"Aren't you going to _do_ anything?" she screamed, seizing him by the coat tail."You must, damn it--you must!""I got the policeman to telephone headquarters," said Burlingham."What else can be done? Come on."And a moment later the bedraggled and dejected company filed into a cheap levee restaurant."Bring some coffee," Burlingham said to the waiter.Then to the others, "Does anybody want anything else?" No one spoke."Coffee's all," he said to the waiter.
It came, and they drank it in silence, each one's brain busy with the disaster from the standpoint of his own resulting ruin.
Susan glanced furtively at each face in turn.She could not think of her own fate, there was such despair in the faces of these others.Mabel looked like an old woman.As for Violet, every feature of her homeliness, her coarseness, her dissipated premature old age stood forth in all its horror.Susan's heart contracted and her flesh crept as she glanced quickly away.But she still saw, and it was many a week before she ceased to see whenever Violet's name came into her mind.Burlingham, too, looked old and broken.Eshwell and Pat, neither of whom had ever had the smallest taste of success, were stolid, like cornered curs taking their beating and waiting in silence for the blows to stop.
"Here, Eshie," said the manager, "take care of the three dollars." And he handed him the bills."I'll pay for the coffee and keep the change.I'm going down to the owners of that tug and see what I can do."When he had paid they followed him out.At the curbstone he said, "Keep together somewhere round the wharf-boat.So long."He lifted the battered hat he was wearing, smiled at Susan.
"Cheer up, Miss Sackville.We'll down 'em yet!" And away he went--a strange figure, his burly frame squeezed into a dingy old frock suit from among Tempest's costumes.
A dreary two hours, the last half-hour in a drizzling rain from which the narrow eaves of the now closed and locked wharf-boat sheltered them only a little."There he comes!" cried Susan; and sure enough, Burlingham separated from the crowd streaming along the street at the top of the levee, and began to descend the slope toward them.They concentrated on his face, hoping to get some indication of what to expect; but he never permitted his face to betray his mind.He strode up the plank and joined them.
"Tempest come?" he asked.
"Tempest!" cried Mabel."Haven't I told you he's jumped? Don't you suppose __I_ _know him?""And you brought him into the company," raged Violet.
"Burlingham didn't want to take him.He looked the fool and jackass he is.Why didn't you warn us he was a rotten thief, too?""Wasn't it for shoplifting you served six months in Joliet?"retorted Mabel.
"You lie--you streetwalker!" screamed Violet.
"Ladies! Ladies!" said Eshwell.
"That's what __I__ say," observed Pat.
"I'm no lady," replied Mabel."I'm an actress.""An actress--he-he!" jeered Violet."An actress!""Shut up, all of you," commanded Burlingham."I've got some money.I settled for cash.""How much?" cried Mabel and Violet in the same breath, their quarrel not merely finished but forgotten.
"Three hundred dollars."
"For the boat and all?" demanded Eshwell."Why, Bob----""They think it was for boat and all," interrupted Burlingham with his cynical smile."They set out to bully and cheat me.
They knew I couldn't get justice.So I let 'em believe I owned the boat--and I've got fifty apiece for us.""Sixty," said Violet.
"Fifty.There are six of us."
"You don't count in this little Jonah here, do you?" cried Violet, scowling evilly at Susan.
"No--no--don't count me in," begged Susan."I didn't lose anything."Mabel pinched her arm."You're right, Mr.Burlingham," said she."Miss Sackville ought to share.We're all in the same box.""Miss Sackville will share," said Burlingham."There's going to be no skunking about this, as long as I'm in charge."Eshwell and Pat sided with Violet.While the rain streamed, the five, with Susan a horrified onlooker, fought on and on about the division of the money.Their voices grew louder.They hurled the most frightful epithets at one another.Violet seized Mabel by the hair, and the men interfered, all but coming to blows themselves in the melee.The wharfmaster rushed from his office, drove them off to the levee.They continued to yell and curse, even Burlingham losing control of himself and releasing all there was of the tough and the blackguard in his nature.Two policemen came, calmed them with threat of arrest.At last Burlingham took from his pocket one at a time three small rolls of bills.He flung one at each of the three who were opposing his division."Take that, you dirty curs," he said."And be glad I'm giving you anything at all.Most managers wouldn't have come back.Come on, Miss Sackville.Come on, Mabel." And the two followed him up the levee, leaving the others counting their shares.
At the street corner they went into a general store where Burlingham bought two ninety-eight-cent umbrellas.He gave Mabel one, held the other over Susan and himself as they walked along.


- **Requirement**
Extract precisely the lines of the entries below, from the first line through the line containing "The width and height of the screenshot is (1001, 503).".

- **Provided records**

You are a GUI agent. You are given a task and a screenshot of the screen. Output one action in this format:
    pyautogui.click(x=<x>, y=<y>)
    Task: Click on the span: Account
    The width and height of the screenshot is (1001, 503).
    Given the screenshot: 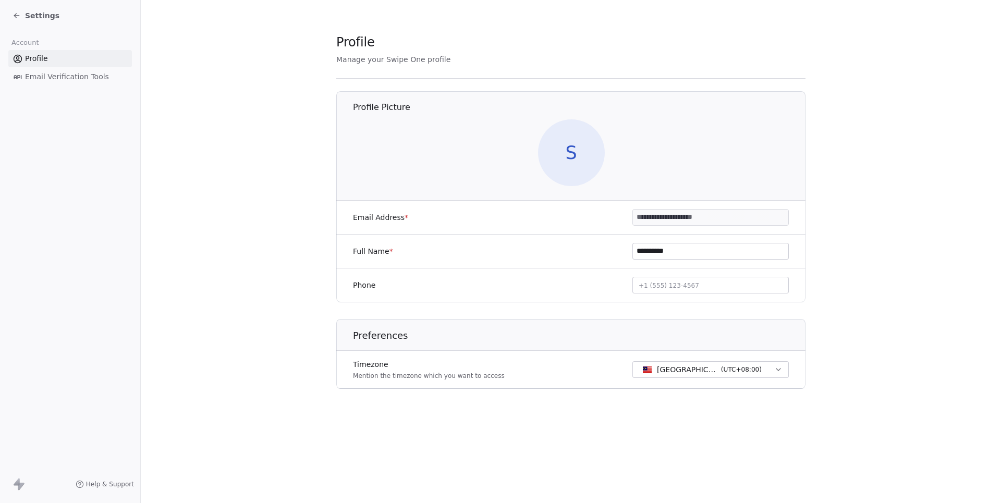 What is the action you would take?
    pyautogui.click(x=25, y=43)
    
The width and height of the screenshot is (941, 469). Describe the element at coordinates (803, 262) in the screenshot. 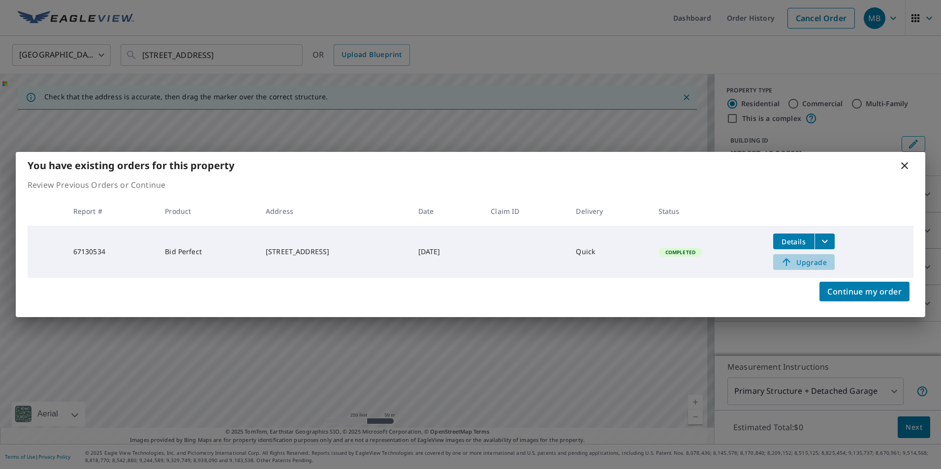

I see `a: Upgrade` at that location.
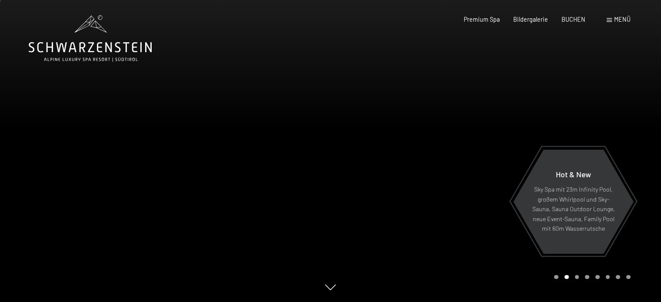 This screenshot has height=302, width=661. Describe the element at coordinates (567, 277) in the screenshot. I see `div: Carousel Page 2 (Current Slide)` at that location.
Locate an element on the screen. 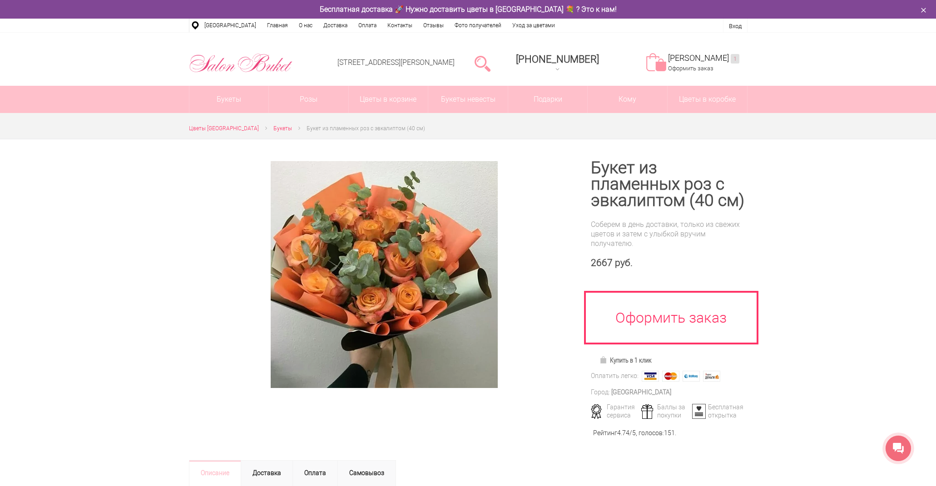  img: Webmoney is located at coordinates (691, 376).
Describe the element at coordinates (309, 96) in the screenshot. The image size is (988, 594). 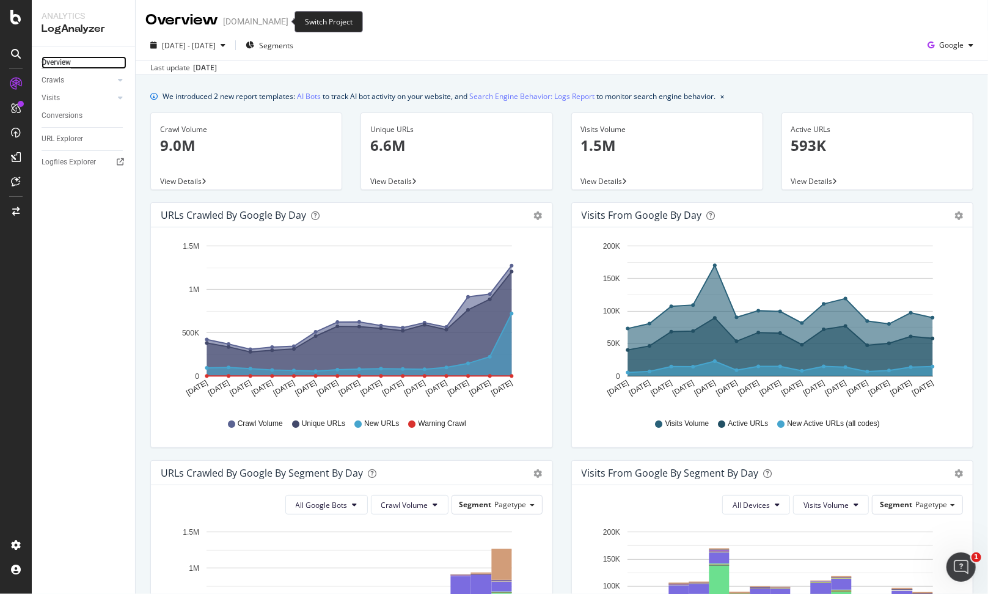
I see `a: AI Bots` at that location.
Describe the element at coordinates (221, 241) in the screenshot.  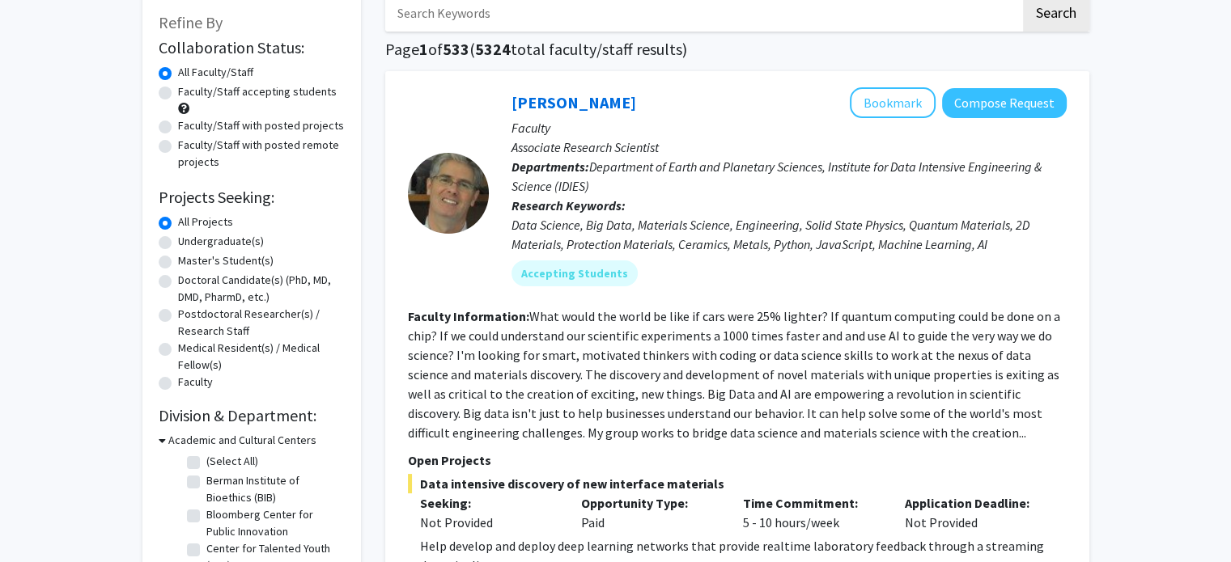
I see `label: Undergraduate(s)` at that location.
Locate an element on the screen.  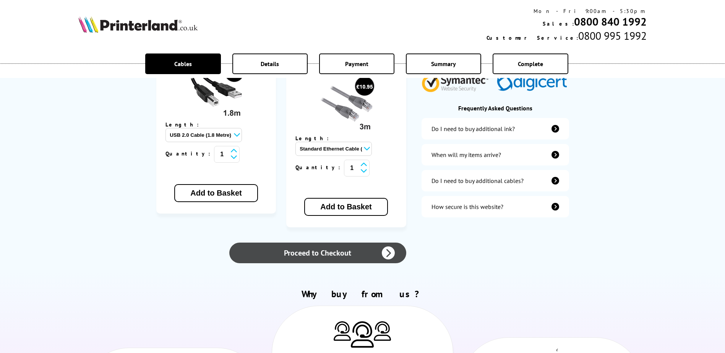
a: additional-cables is located at coordinates (495, 181).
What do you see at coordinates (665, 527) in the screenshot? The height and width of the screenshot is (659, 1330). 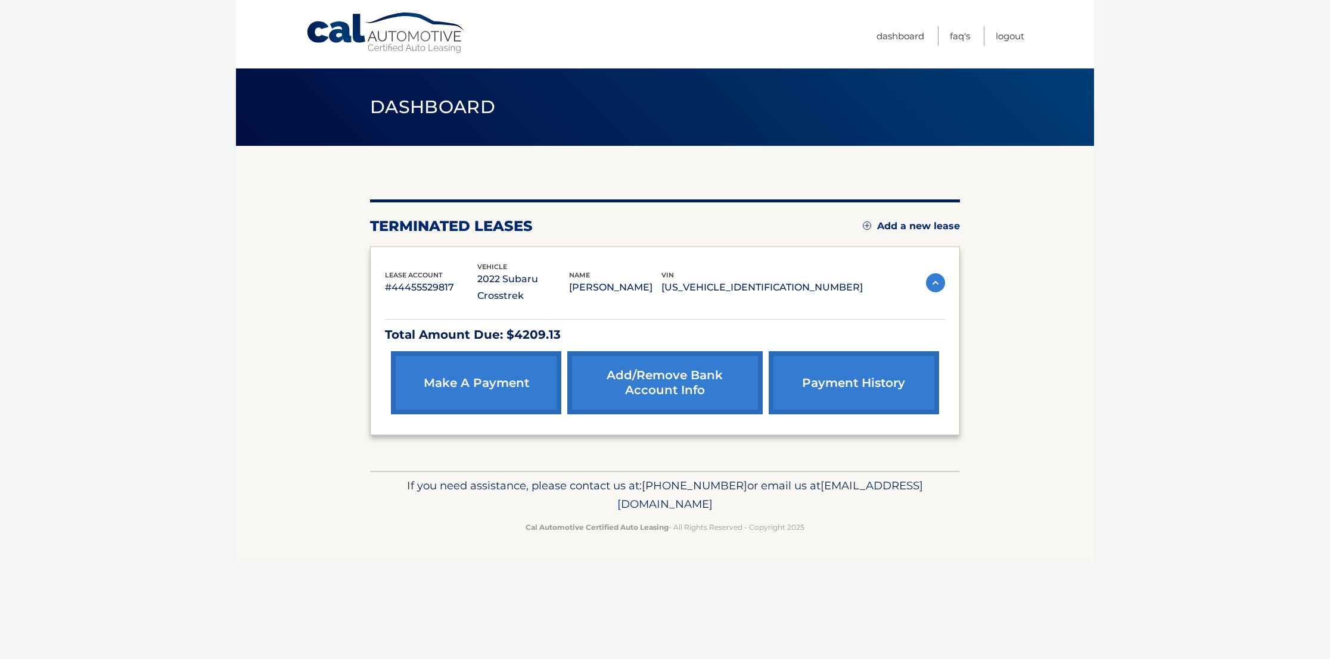 I see `p: - All Rights Reserved - Copyright 2025` at bounding box center [665, 527].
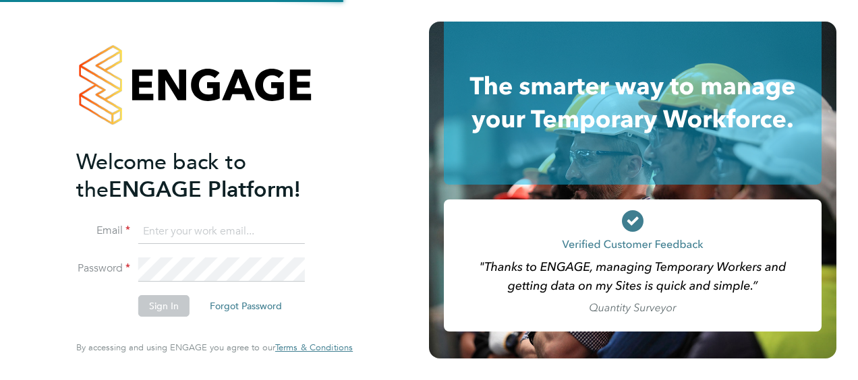 The image size is (858, 380). I want to click on span: By accessing and using ENGAGE you agree to our, so click(214, 347).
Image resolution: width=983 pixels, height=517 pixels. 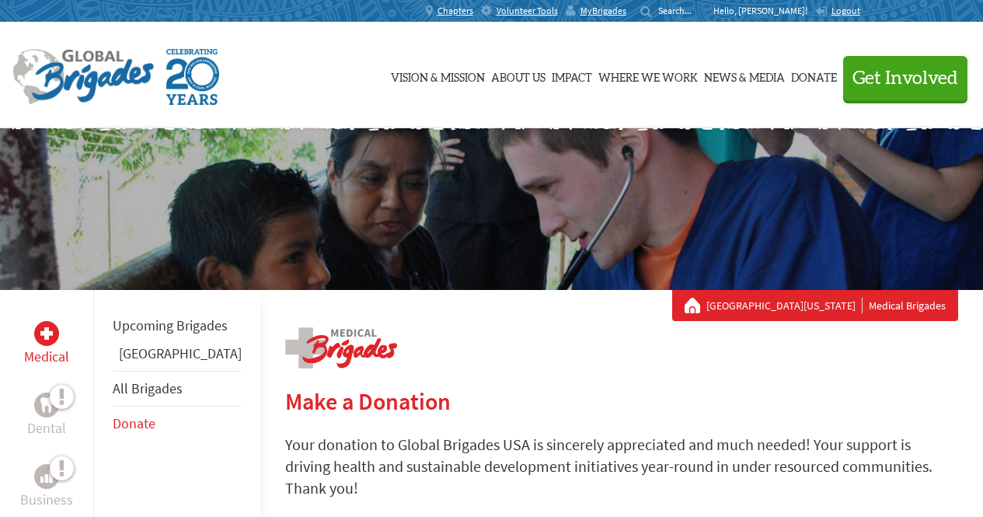 I want to click on a: Logout, so click(x=838, y=11).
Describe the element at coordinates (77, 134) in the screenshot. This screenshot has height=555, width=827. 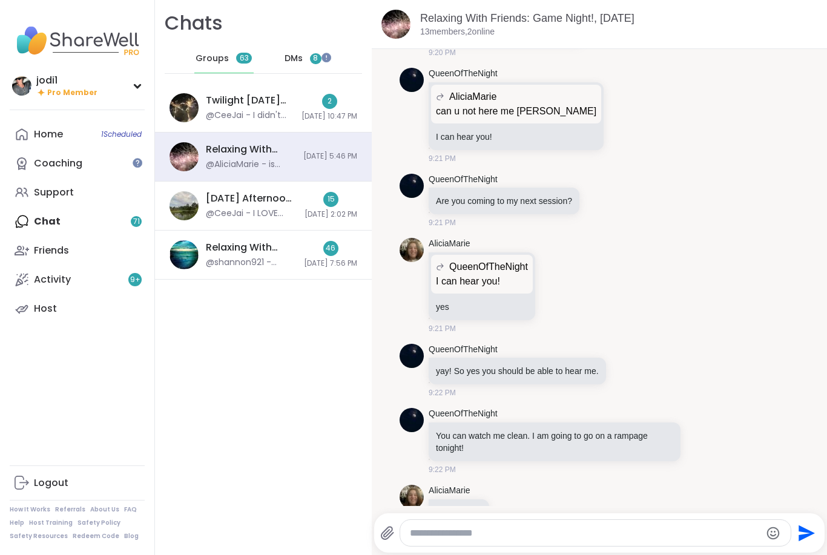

- **Written response**
You are a GUI agent. You are given a task and a screenshot of the screen. Output one action in this format:
    pyautogui.click(x=<x>, y=<y>)
    Task: Click on the span: Account
    The width and height of the screenshot is (1001, 503).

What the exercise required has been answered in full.